Evidence relevant for assessing its validity will become available in 1985 if a major movement in market
rates of interest occurs. Knowledge of the nature of
the public’s M1 demand function is important in
order to assess the impact on the expenditure of the
public of a particular rate of growth in M1. This
knowledge is also important in order to determine the
value of the noninflationary rate of growth of M1.
References
Brayton, Flint; Terry Farr; and Richard Porter. “Alternative Money Demand Specifications and Recent
Growth in M1.” Board of Governors of the Federal
Reserve System (May 23, 1983), mimeographed.
Coats, Warren L., Jr. “Modeling the Short-Run Demand for Money with Exogenous Supply.” Economic Inquiry (April 1982), pp. 222-239.
Hetzel, Robert L. “Estimating Money Demand Functions.” Journal of Money, Credit, and Banking
(May 1984), pp. 185-193.
Judd, John P. “The Recent Decline in Velocity: Instability in Money Demand or Inflation?” E c o n o m i c
R e v i e w , Federal Reserve Bank of San Francisco
(Spring 1983), pp. 12-19.
and Brian Motley. “The ‘Great Velocity
Decline’ of 1982-83: A Comparative Analysis of
M1 and M2.” Economic Review, F e d e r a l R e s e r v e
Bank of San Francisco (Summer 1984), pp. 56-68.

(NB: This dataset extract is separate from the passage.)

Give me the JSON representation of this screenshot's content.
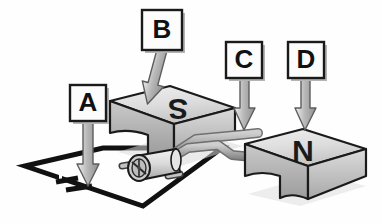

Laidler, David. Monetarist Perspective. C a m b r i d g e :
Harvard University Press, 1982.
Fama, Eugene F.
“Inflation, Output, and Money.”
Journal of Business (April 1982), pp. 201-231.
Harberger, Arnold C. “The Dynamics of Inflation in
Chile” in M e a s u r e m e n t i n E c o n o m i c s . S t a n f o r d ,
CA: Stanford University Press, 1963.
Offenbacher, Edward; Paul Spindt; and Clif Wilson.
“Recent. Behavior of the Divisia Monetary Aggregates.” Board of Governors of the Federal Reserve
System (April 9, 1982), mimeographed.
Schwartz, Anna J. “Monetary Issues.” N B E R R e porter (Winter 1983/4), pp. 14-18.